Complete video at: fora.tv Markus Gross, Director of Disney Research Zurich, demonstrates the new technology Disney is using to animate the intricacies of facial expressions. The slightest deviation from natural-looking facial motion, he says, creates the “uncanny valley effect,” making the face look “really weird and odd.” —– Disney computer scientists working at the ETH Zurich are creating the entertainment technologies of tomorrow, from hyper-realistic facial modeling to video retargeting and 3-D animation. The future of entertainment is here. Well, it’s in Zurich, Switzerland, anyway. Everyone knows The Walt Disney Company’s famous mouse, Mickey. Most also know Disney-Pixar characters like Nemo, Mr. Incredible, and Wall-E. But perhaps Disney’s most fascinating players are the ones working behind the scenes on the entertainment technologies of tomorrow—scientists like those at the Swiss Federal Institute of Technology in Zurich (ETH Zurich), where Disney established a research laboratory 18 months ago called Disney Research Zurich, inaugurated at the end of April, 2010. In honor of the unique partnership, swissnex San Francisco and the Greater Zurich Area welcome two of the main researchers involved. Markus Gross, Disney Research Zurich’s director and head of the computer graphics laboratory at ETH Zurich, explains the novel relationship between Disney and ETH as well as some of the results already coming out of the collaboration. For example, the video retargeting …
carbonseven1st says
i thought that disney was dead!?
marsCubed says
Fascinating stuff..
one can imagine neural networks being employed at some point, to give the musculature realistic actions, these would learn ’emotional’ responses from stimuli?
micro gestures provide many of the most important clues about the other’s meaning.
Perhaps skin meshes will one day need to have specific ‘upbringing’ algorithms to react in the required way.
Such things are already used on some skeletal rigs.
A cartoon face that tells a story, may actually mean it one day.
RadarKat73080 says
Explains Michael Eisner. When he worked for Disney he was almost life-like.
666norton420 says
@carbonseven1st walt is, the corporation is still going strong though….
;d
jeremybirn says
Title is mis-leading: Disney Feature Animation isn’t actually using mocap. The faces are animated by animators.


> **EXERCISE AIM**: From the entries below, report how many lines contain the string "value". Give only that number.
--- SUPPLIED MATERIAL Enclosed Below ---
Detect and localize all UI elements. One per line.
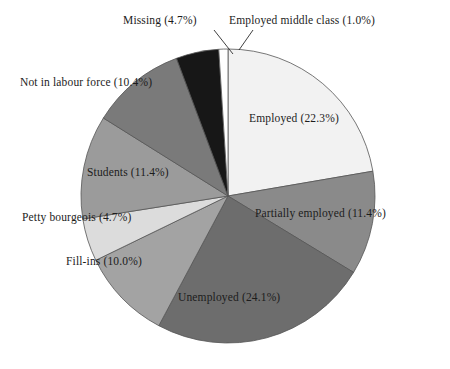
slice-label-employed-middle-class: Employed middle class (1.0%) — [229, 14, 375, 27]
slice-label-unemployed: Unemployed (24.1%) — [178, 291, 280, 304]
leader-line-employed-middle-class — [239, 30, 253, 50]
slice-label-petty-bourgeois: Petty bourgeois (4.7%) — [22, 211, 131, 224]
slice-label-missing: Missing (4.7%) — [123, 14, 197, 27]
pie-chart-figure: Missing (4.7%) Employed middle class (1.… — [0, 0, 450, 369]
slice-label-fill-ins: Fill-ins (10.0%) — [66, 255, 142, 268]
slice-label-partially-employed: Partially employed (11.4%) — [255, 207, 386, 220]
slice-label-students: Students (11.4%) — [87, 166, 169, 179]
pie-chart-svg — [0, 0, 450, 369]
slice-label-not-in-labour-force: Not in labour force (10.4%) — [20, 76, 152, 89]
slice-label-employed: Employed (22.3%) — [249, 112, 339, 125]
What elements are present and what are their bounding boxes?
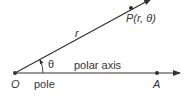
polar-diagram: P(r, θ) r θ polar axis O pole A: [0, 0, 188, 99]
point-a: [155, 71, 159, 75]
pole-point: [13, 71, 17, 75]
origin-label: O: [11, 78, 20, 90]
point-p: [129, 6, 133, 10]
radius-label: r: [75, 27, 80, 39]
pole-label: pole: [34, 78, 55, 90]
point-p-label: P(r, θ): [126, 12, 156, 24]
point-a-label: A: [152, 78, 160, 90]
angle-label: θ: [48, 58, 54, 70]
polar-axis-label: polar axis: [74, 59, 122, 71]
angle-arc-icon: [40, 60, 43, 73]
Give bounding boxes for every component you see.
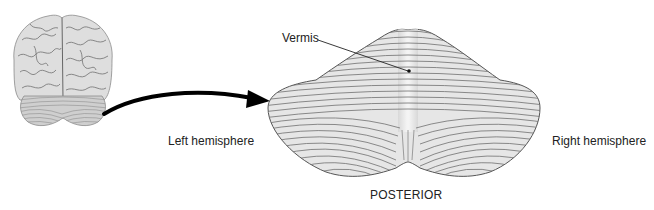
diagram-illustration	[0, 0, 654, 210]
pointer-arrow	[104, 90, 270, 114]
left-hemisphere-label: Left hemisphere	[168, 134, 254, 148]
vermis-label: Vermis	[282, 31, 319, 45]
cerebellum-illustration	[262, 28, 554, 178]
cerebellum-diagram: Vermis Left hemisphere Right hemisphere …	[0, 0, 654, 210]
brain-thumbnail	[14, 15, 112, 126]
posterior-label: POSTERIOR	[370, 188, 442, 202]
right-hemisphere-label: Right hemisphere	[552, 134, 646, 148]
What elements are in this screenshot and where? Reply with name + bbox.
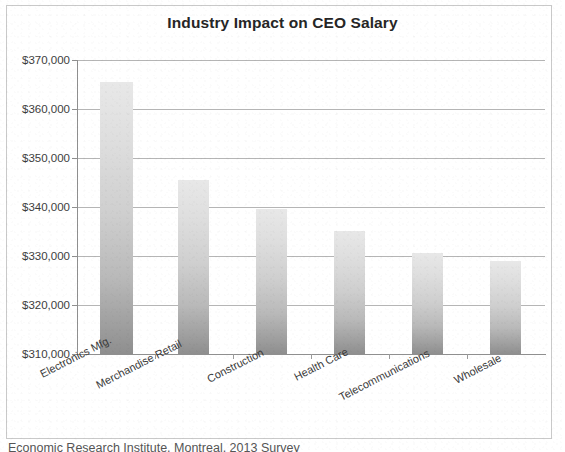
x-axis-category-label-health-care: Health Care <box>292 345 350 382</box>
x-axis-category-label-construction: Construction <box>205 346 265 385</box>
x-axis-category-label-wholesale: Wholesale <box>452 352 503 386</box>
x-axis-labels: Electronics Mfg. Merchandise Retail Cons… <box>0 0 565 452</box>
x-axis-category-label-telecommunications: Telecommunications <box>337 347 431 403</box>
x-axis-category-label-electronics-mfg: Electronics Mfg. <box>38 333 113 379</box>
figure-caption: Economic Research Institute, Montreal, 2… <box>8 441 558 452</box>
chart-title: Industry Impact on CEO Salary <box>0 14 565 32</box>
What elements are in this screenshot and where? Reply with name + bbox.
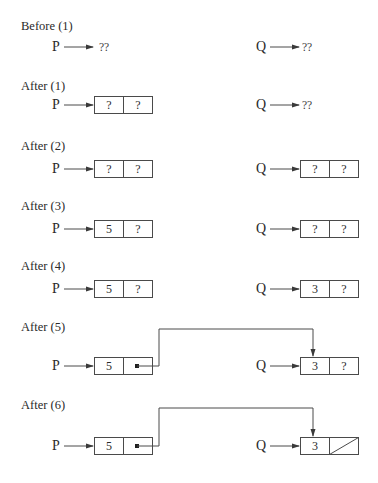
step-label: After (4) (21, 259, 65, 273)
node-next-cell-p: ? (124, 162, 152, 176)
step-label: After (3) (21, 199, 65, 213)
step-label: Before (1) (21, 19, 73, 33)
variable-q-name: Q (256, 161, 266, 177)
node-next-cell-p: ? (124, 282, 152, 296)
step-label: After (5) (21, 320, 65, 334)
node-next-cell-q: ? (330, 359, 358, 373)
node-data-cell-p: ? (95, 162, 123, 176)
variable-p-name: P (52, 358, 60, 374)
node-data-cell-p: 5 (95, 439, 123, 453)
variable-p-name: P (52, 438, 60, 454)
node-data-cell-p: 5 (95, 222, 123, 236)
variable-q-name: Q (256, 358, 266, 374)
node-next-cell-q: ? (330, 162, 358, 176)
variable-q-name: Q (256, 39, 266, 55)
variable-q-name: Q (256, 438, 266, 454)
node-data-cell-q: 3 (301, 439, 329, 453)
link-arrow-p-next-to-q (137, 408, 313, 446)
nil-slash-icon (330, 438, 359, 455)
step-label: After (1) (21, 79, 65, 93)
undefined-value-q: ?? (302, 40, 312, 54)
undefined-value-p: ?? (99, 40, 109, 54)
variable-p-name: P (52, 281, 60, 297)
node-next-cell-q: ? (330, 222, 358, 236)
node-data-cell-q: ? (301, 222, 329, 236)
variable-q-name: Q (256, 281, 266, 297)
step-label: After (2) (21, 139, 65, 153)
variable-p-name: P (52, 97, 60, 113)
node-data-cell-p: ? (95, 98, 123, 112)
node-data-cell-p: 5 (95, 282, 123, 296)
node-next-cell-q: ? (330, 282, 358, 296)
node-next-cell-p: ? (124, 222, 152, 236)
node-data-cell-p: 5 (95, 359, 123, 373)
undefined-value-q: ?? (302, 98, 312, 112)
variable-p-name: P (52, 161, 60, 177)
variable-q-name: Q (256, 221, 266, 237)
node-data-cell-q: 3 (301, 282, 329, 296)
variable-p-name: P (52, 39, 60, 55)
node-next-cell-p: ? (124, 98, 152, 112)
node-data-cell-q: ? (301, 162, 329, 176)
step-label: After (6) (21, 398, 65, 412)
variable-q-name: Q (256, 97, 266, 113)
link-arrow-p-next-to-q (137, 329, 313, 366)
variable-p-name: P (52, 221, 60, 237)
node-data-cell-q: 3 (301, 359, 329, 373)
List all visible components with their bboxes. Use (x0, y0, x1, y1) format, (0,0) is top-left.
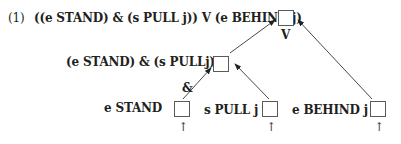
root-operator-label: V (281, 28, 290, 42)
input-arrow-icon: ↑ (266, 121, 276, 133)
example-number: (1) (8, 11, 24, 25)
leaf-label-s-pull-j: s PULL j (204, 103, 258, 117)
leaf-node-box-e-stand (174, 101, 190, 117)
formula-text: ((e STAND) & (s PULL j)) V (e BEHIND j) (34, 11, 302, 25)
leaf-node-box-s-pull-j (262, 101, 278, 117)
input-arrow-icon: ↑ (374, 121, 384, 133)
edge-pull-to-conj (235, 64, 269, 99)
input-arrow-icon: ↑ (178, 121, 188, 133)
leaf-label-e-stand: e STAND (104, 101, 162, 115)
leaf-node-box-e-behind-j (370, 101, 386, 117)
root-node-box (278, 10, 294, 26)
conjunction-node-box (213, 56, 229, 72)
conjunction-label: (e STAND) & (s PULLj) (66, 55, 215, 69)
leaf-label-e-behind-j: e BEHIND j (292, 103, 368, 117)
edge-behind-to-root (298, 20, 372, 99)
conjunction-operator-label: & (182, 81, 193, 95)
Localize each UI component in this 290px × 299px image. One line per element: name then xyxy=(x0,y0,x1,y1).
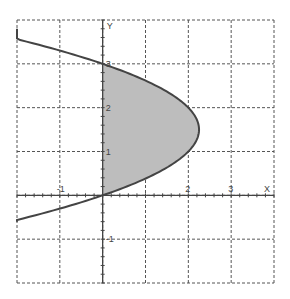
y-tick-label: 1 xyxy=(106,147,111,157)
y-tick-label: -1 xyxy=(106,234,114,244)
chart: X Y -123321-1 xyxy=(0,0,290,299)
y-axis-label: Y xyxy=(107,21,113,31)
x-tick-label: 3 xyxy=(228,184,233,194)
x-tick-label: -1 xyxy=(57,184,65,194)
y-tick-label: 2 xyxy=(106,103,111,113)
x-axis-label: X xyxy=(264,184,270,194)
y-tick-label: 3 xyxy=(106,59,111,69)
x-tick-label: 2 xyxy=(185,184,190,194)
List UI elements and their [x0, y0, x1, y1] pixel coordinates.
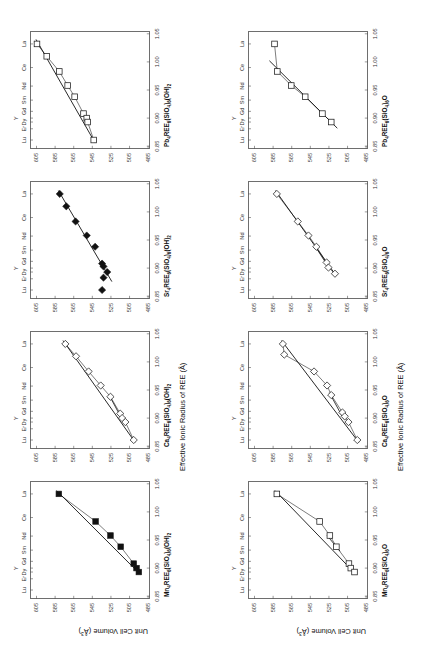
- data-point: [272, 41, 278, 47]
- ree-tick-label-Y: Y: [231, 110, 237, 126]
- y-tick-label: 525: [108, 153, 114, 171]
- ree-tick-label-Ce: Ce: [21, 360, 27, 376]
- x-tick-label: 0.90: [154, 259, 160, 277]
- x-tick-label: 0.90: [372, 259, 378, 277]
- plot-canvas-pb-hydroxyl: [30, 31, 150, 149]
- ree-tick-label-Sm: Sm: [21, 392, 27, 408]
- y-tick-label: 585: [270, 603, 276, 621]
- y-tick-label: 505: [126, 603, 132, 621]
- panel-title-sr-hydroxyl: Sr4REE6(SiO4)6(OH)2: [163, 235, 172, 297]
- panel-sr-oxy: 4855055255455655856050.850.900.951.001.0…: [248, 181, 368, 299]
- panel-title-ca-oxy: Ca4REE6(SiO4)6O: [381, 395, 390, 447]
- panel-pb-oxy: 4855055255455655856050.850.900.951.001.0…: [248, 31, 368, 149]
- x-tick-label: 1.00: [372, 203, 378, 221]
- data-point: [44, 53, 50, 59]
- y-tick-label: 605: [251, 453, 257, 471]
- data-point: [136, 569, 142, 575]
- ree-tick-label-Sm: Sm: [21, 542, 27, 558]
- x-tick-label: 0.95: [372, 81, 378, 99]
- panel-title-mn-hydroxyl: Mn4REE6(SiO4)6(OH)2: [163, 533, 172, 597]
- x-tick-label: 0.90: [372, 409, 378, 427]
- y-tick-label: 525: [326, 453, 332, 471]
- y-tick-label: 565: [288, 453, 294, 471]
- y-tick-label: 485: [363, 453, 369, 471]
- x-axis-title-row1: Effective Ionic Radius of REE (Å): [178, 363, 187, 471]
- data-point: [83, 232, 90, 239]
- panel-mn-hydroxyl: 4855055255455655856050.850.900.951.001.0…: [30, 481, 150, 599]
- y-tick-label: 505: [344, 303, 350, 321]
- y-tick-label: 505: [344, 453, 350, 471]
- x-tick-label: 0.95: [372, 381, 378, 399]
- ree-tick-label-La: La: [239, 186, 245, 202]
- ree-tick-label-Y: Y: [13, 110, 19, 126]
- x-tick-label: 0.85: [154, 287, 160, 305]
- x-tick-label: 0.85: [154, 137, 160, 155]
- plot-canvas-sr-hydroxyl: [30, 181, 150, 299]
- x-tick-label: 0.90: [154, 109, 160, 127]
- data-point: [91, 137, 97, 143]
- plot-canvas-mn-oxy: [248, 481, 368, 599]
- x-tick-label: 0.85: [372, 437, 378, 455]
- data-point: [281, 351, 288, 358]
- y-tick-label: 565: [288, 303, 294, 321]
- data-point: [328, 119, 334, 125]
- ree-tick-label-Ce: Ce: [239, 360, 245, 376]
- y-tick-label: 525: [108, 453, 114, 471]
- panel-ca-oxy: 4855055255455655856050.850.900.951.001.0…: [248, 331, 368, 449]
- x-tick-label: 1.05: [154, 475, 160, 493]
- y-tick-label: 545: [89, 303, 95, 321]
- data-point: [108, 533, 114, 539]
- ree-tick-label-Y: Y: [231, 260, 237, 276]
- plot-canvas-ca-hydroxyl: [30, 331, 150, 449]
- ree-tick-label-Nd: Nd: [21, 378, 27, 394]
- x-tick-label: 0.85: [372, 137, 378, 155]
- y-tick-label: 605: [251, 153, 257, 171]
- ree-tick-label-La: La: [239, 336, 245, 352]
- x-tick-label: 1.00: [372, 353, 378, 371]
- x-tick-label: 0.95: [372, 231, 378, 249]
- data-point: [275, 69, 281, 75]
- x-tick-label: 1.05: [372, 175, 378, 193]
- y-tick-label: 485: [363, 603, 369, 621]
- x-tick-label: 1.00: [154, 203, 160, 221]
- y-axis-title-row1: Unit Cell Volume (Å3): [79, 627, 149, 637]
- panel-ca-hydroxyl: 4855055255455655856050.850.900.951.001.0…: [30, 331, 150, 449]
- y-tick-label: 485: [145, 453, 151, 471]
- x-tick-label: 0.90: [372, 109, 378, 127]
- y-tick-label: 565: [70, 603, 76, 621]
- y-tick-label: 485: [145, 603, 151, 621]
- y-tick-label: 505: [126, 153, 132, 171]
- data-point: [345, 418, 352, 425]
- y-tick-label: 585: [52, 303, 58, 321]
- y-tick-label: 545: [307, 303, 313, 321]
- x-tick-label: 0.90: [154, 559, 160, 577]
- x-tick-label: 1.00: [154, 353, 160, 371]
- data-point: [65, 83, 71, 89]
- trend-line: [57, 491, 141, 575]
- data-point: [34, 41, 40, 47]
- y-tick-label: 505: [344, 603, 350, 621]
- x-tick-label: 0.90: [372, 559, 378, 577]
- ree-tick-label-Ce: Ce: [21, 60, 27, 76]
- y-tick-label: 485: [145, 153, 151, 171]
- x-tick-label: 1.05: [372, 25, 378, 43]
- y-tick-label: 585: [270, 303, 276, 321]
- panel-title-pb-oxy: Pb4REE6(SiO4)6O: [381, 95, 390, 147]
- data-point: [72, 94, 78, 100]
- ree-tick-label-La: La: [21, 36, 27, 52]
- y-tick-label: 505: [126, 303, 132, 321]
- data-point: [274, 491, 280, 497]
- y-tick-label: 485: [363, 153, 369, 171]
- y-tick-label: 545: [307, 153, 313, 171]
- x-tick-label: 1.00: [154, 503, 160, 521]
- x-tick-label: 1.05: [372, 475, 378, 493]
- ree-tick-label-Nd: Nd: [21, 528, 27, 544]
- y-tick-label: 505: [126, 453, 132, 471]
- y-tick-label: 545: [307, 603, 313, 621]
- ree-tick-label-Sm: Sm: [239, 92, 245, 108]
- y-tick-label: 545: [89, 153, 95, 171]
- ree-tick-label-Ce: Ce: [21, 210, 27, 226]
- data-point: [334, 544, 340, 550]
- ree-tick-label-Ce: Ce: [239, 210, 245, 226]
- panel-title-sr-oxy: Sr4REE6(SiO4)6O: [381, 247, 390, 297]
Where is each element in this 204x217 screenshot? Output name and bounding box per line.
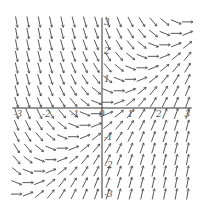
x-tick-label: 1 [128, 109, 134, 119]
slope-segment [93, 155, 99, 164]
x-tick-label: -2 [42, 109, 51, 119]
x-tick-label: 0 [99, 109, 105, 119]
slope-segment [25, 120, 30, 130]
slope-segment [116, 52, 123, 60]
y-tick-label: -1 [104, 132, 113, 142]
slope-segment [151, 120, 155, 130]
slope-segment [81, 155, 88, 163]
slope-segment [71, 63, 75, 73]
slope-segment [106, 28, 110, 38]
slope-segment [94, 40, 98, 50]
slope-segment [127, 41, 134, 49]
slope-segment [174, 97, 178, 107]
slope-segment [83, 51, 87, 61]
y-tick-label: -3 [104, 189, 113, 199]
slope-segment [81, 87, 88, 95]
slope-segment [104, 64, 111, 72]
slope-segment [160, 64, 169, 71]
slope-segment [149, 76, 158, 83]
slope-segment [128, 29, 134, 38]
slope-segment [140, 132, 144, 142]
slope-segment [60, 74, 64, 84]
slope-segment [37, 97, 41, 107]
slope-segment [185, 63, 191, 72]
slope-segment [12, 168, 21, 175]
slope-segment [59, 98, 65, 107]
slope-segment [93, 75, 100, 83]
slope-segment [14, 120, 18, 130]
y-tick-label: 2 [103, 46, 110, 56]
slope-segment [139, 109, 145, 118]
slope-segment [36, 121, 42, 130]
slope-segment [47, 121, 54, 129]
slope-segment [117, 28, 122, 38]
slope-segment [128, 17, 133, 27]
slope-segment [92, 133, 101, 140]
slope-segment [185, 86, 189, 96]
slope-segment [139, 17, 145, 26]
slope-segment [71, 86, 77, 95]
slope-segment [185, 74, 190, 84]
slope-segment [150, 87, 157, 95]
slope-segment [81, 99, 90, 106]
slope-segment [138, 29, 145, 37]
slope-segment [116, 40, 122, 49]
slope-segment [184, 52, 191, 60]
x-tick-label: 3 [185, 109, 191, 119]
slope-segment [161, 75, 168, 83]
slope-segment [139, 120, 144, 130]
slope-segment [81, 145, 90, 152]
slope-segment [150, 18, 157, 26]
slope-segment [103, 122, 112, 129]
slope-segment [13, 155, 20, 163]
slope-segment [46, 179, 55, 186]
slope-segment [71, 178, 77, 187]
slope-segment [36, 132, 43, 140]
slope-segment [70, 167, 77, 175]
slope-segment [174, 86, 179, 96]
x-tick-label: -1 [71, 109, 80, 119]
slope-segment [71, 189, 76, 199]
slope-segment [162, 86, 168, 95]
slope-segment [128, 132, 133, 142]
slope-segment [14, 132, 19, 142]
slope-segment [26, 109, 30, 119]
slope-segment [149, 30, 158, 37]
slope-segment [35, 191, 44, 198]
slope-segment [82, 63, 87, 73]
slope-segment [46, 133, 55, 140]
slope-segment [162, 97, 167, 107]
slope-segment [183, 41, 192, 48]
slope-segment [47, 190, 54, 198]
slope-segment [128, 121, 134, 130]
y-tick-label: 3 [104, 17, 110, 27]
slope-segment [25, 132, 31, 141]
slope-segment [70, 98, 77, 106]
slope-segment [71, 74, 76, 84]
slope-segment [117, 155, 121, 165]
slope-segment [115, 64, 124, 71]
slope-segment [60, 86, 65, 96]
slope-segment [92, 87, 101, 94]
slope-segment [58, 122, 67, 129]
slope-segment [49, 86, 53, 96]
slope-segment [82, 75, 88, 84]
slope-segment [116, 132, 122, 141]
slope-segment [82, 178, 87, 188]
slope-segment [173, 64, 180, 72]
slope-segment [128, 143, 132, 153]
slope-segment [93, 63, 99, 72]
slope-segment [94, 166, 99, 176]
slope-segment [117, 143, 122, 153]
y-tick-label: -2 [104, 160, 113, 170]
slope-segment [138, 98, 145, 106]
slope-segment [35, 145, 44, 152]
slope-segment [82, 166, 88, 175]
slope-segment [14, 144, 20, 153]
slope-segment [58, 168, 67, 175]
slope-segment [24, 156, 33, 163]
slope-segment [138, 41, 147, 48]
slope-field-plot: -3-2-10123-3-2-1123 [0, 0, 204, 217]
x-tick-label: 2 [155, 109, 162, 119]
slope-segment [138, 87, 147, 94]
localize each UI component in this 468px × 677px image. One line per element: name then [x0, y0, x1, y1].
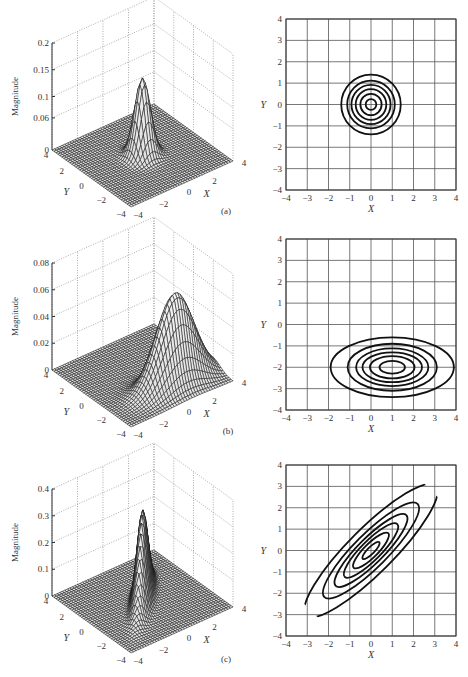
x-tick-label: 0 [187, 187, 192, 197]
x-tick-label: 4 [242, 158, 247, 168]
surface-plot-c: 00.10.20.30.4Magnitude420−2−4−4−2024YX [10, 443, 247, 666]
x-axis-label: X [202, 408, 210, 419]
x-tick-label: 2 [411, 639, 416, 649]
y-axis-label: Y [64, 406, 71, 417]
x-tick-label: 4 [454, 413, 459, 423]
z-axis-label: Magnitude [10, 77, 20, 116]
x-tick-label: 2 [212, 176, 217, 186]
y-tick-label: 1 [278, 298, 283, 308]
y-tick-label: −2 [272, 588, 282, 598]
x-tick-label: −4 [281, 413, 291, 423]
y-tick-label: −2 [272, 142, 282, 152]
y-tick-label: 3 [278, 481, 283, 491]
x-tick-label: 2 [411, 413, 416, 423]
x-axis-label: X [367, 203, 375, 214]
y-tick-label: 2 [60, 166, 65, 176]
y-tick-label: 0 [79, 181, 84, 191]
x-tick-label: 0 [187, 633, 192, 643]
x-tick-label: 4 [454, 639, 459, 649]
z-tick-label: 0.06 [33, 285, 49, 295]
y-tick-label: 3 [278, 35, 283, 45]
y-axis-label: Y [260, 319, 267, 330]
y-tick-label: −2 [96, 415, 106, 425]
surface-plot-b: 00.020.040.060.08Magnitude420−2−4−4−2024… [10, 217, 247, 440]
y-tick-label: −1 [272, 341, 282, 351]
y-axis-label: Y [260, 545, 267, 556]
x-tick-label: 0 [369, 193, 374, 203]
y-tick-label: −1 [272, 121, 282, 131]
y-axis-label: Y [260, 99, 267, 110]
y-tick-label: −4 [272, 405, 282, 415]
y-tick-label: −4 [272, 185, 282, 195]
y-tick-label: −4 [116, 655, 126, 665]
y-tick-label: 2 [60, 612, 65, 622]
figure-canvas: 00.060.10.150.2Magnitude420−2−4−4−2024YX… [0, 0, 468, 677]
x-axis-label: X [202, 188, 210, 199]
x-tick-label: 1 [390, 193, 395, 203]
z-tick-label: 0.04 [33, 312, 49, 322]
x-tick-label: −2 [324, 193, 334, 203]
x-tick-label: −3 [302, 413, 312, 423]
z-tick-label: 0.2 [38, 538, 49, 548]
x-tick-label: 0 [369, 413, 374, 423]
y-tick-label: −4 [116, 429, 126, 439]
x-axis-label: X [202, 634, 210, 645]
x-tick-label: −4 [133, 656, 143, 666]
x-tick-label: −2 [159, 419, 169, 429]
y-tick-label: 4 [44, 150, 49, 160]
y-tick-label: −2 [272, 362, 282, 372]
y-tick-label: 0 [278, 546, 283, 556]
x-tick-label: 2 [212, 622, 217, 632]
x-tick-label: 2 [212, 396, 217, 406]
y-tick-label: 2 [278, 277, 283, 287]
x-tick-label: 4 [242, 604, 247, 614]
x-tick-label: −2 [159, 199, 169, 209]
y-tick-label: 4 [278, 234, 283, 244]
x-tick-label: −4 [281, 193, 291, 203]
z-tick-label: 0.15 [33, 65, 49, 75]
y-tick-label: 2 [278, 57, 283, 67]
z-tick-label: 0.4 [38, 484, 50, 494]
y-tick-label: 4 [278, 14, 283, 24]
x-tick-label: 3 [433, 639, 438, 649]
panel-label: (a) [221, 206, 231, 216]
y-tick-label: −3 [272, 164, 282, 174]
z-tick-label: 0.2 [38, 38, 49, 48]
x-tick-label: 3 [433, 193, 438, 203]
panel-label: (c) [221, 654, 231, 664]
x-axis-label: X [367, 423, 375, 434]
x-tick-label: −4 [133, 210, 143, 220]
x-tick-label: 1 [390, 639, 395, 649]
y-tick-label: 2 [60, 386, 65, 396]
y-tick-label: −2 [96, 195, 106, 205]
y-tick-label: 1 [278, 524, 283, 534]
x-tick-label: −2 [159, 645, 169, 655]
surface-plot-a: 00.060.10.150.2Magnitude420−2−4−4−2024YX [10, 0, 247, 220]
x-tick-label: −1 [345, 639, 355, 649]
y-tick-label: −4 [116, 209, 126, 219]
x-tick-label: 4 [454, 193, 459, 203]
y-tick-label: 4 [278, 460, 283, 470]
y-tick-label: 4 [44, 370, 49, 380]
z-tick-label: 0.08 [33, 258, 49, 268]
y-tick-label: 0 [278, 320, 283, 330]
x-tick-label: −4 [281, 639, 291, 649]
y-tick-label: 4 [44, 596, 49, 606]
y-tick-label: 1 [278, 78, 283, 88]
x-tick-label: 1 [390, 413, 395, 423]
x-tick-label: −3 [302, 193, 312, 203]
x-tick-label: −2 [324, 639, 334, 649]
y-tick-label: −3 [272, 384, 282, 394]
z-tick-label: 0.1 [38, 92, 49, 102]
x-tick-label: 2 [411, 193, 416, 203]
x-tick-label: −3 [302, 639, 312, 649]
z-tick-label: 0.3 [38, 511, 50, 521]
y-tick-label: −4 [272, 631, 282, 641]
z-tick-label: 0.1 [38, 564, 49, 574]
z-axis-label: Magnitude [10, 297, 20, 336]
y-tick-label: 0 [79, 627, 84, 637]
x-tick-label: 0 [369, 639, 374, 649]
x-tick-label: 0 [187, 407, 192, 417]
y-tick-label: −1 [272, 567, 282, 577]
y-tick-label: 0 [79, 401, 84, 411]
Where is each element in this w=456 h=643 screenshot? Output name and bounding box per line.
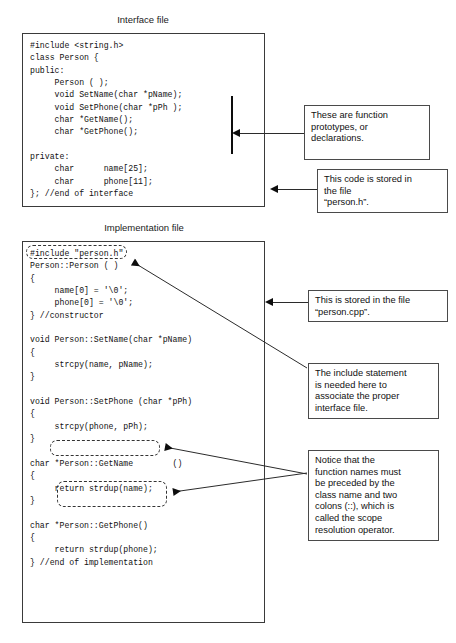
--- End of Enclosed SUPPLIED MATERIAL ---
> **ANSWER SPACE**: 3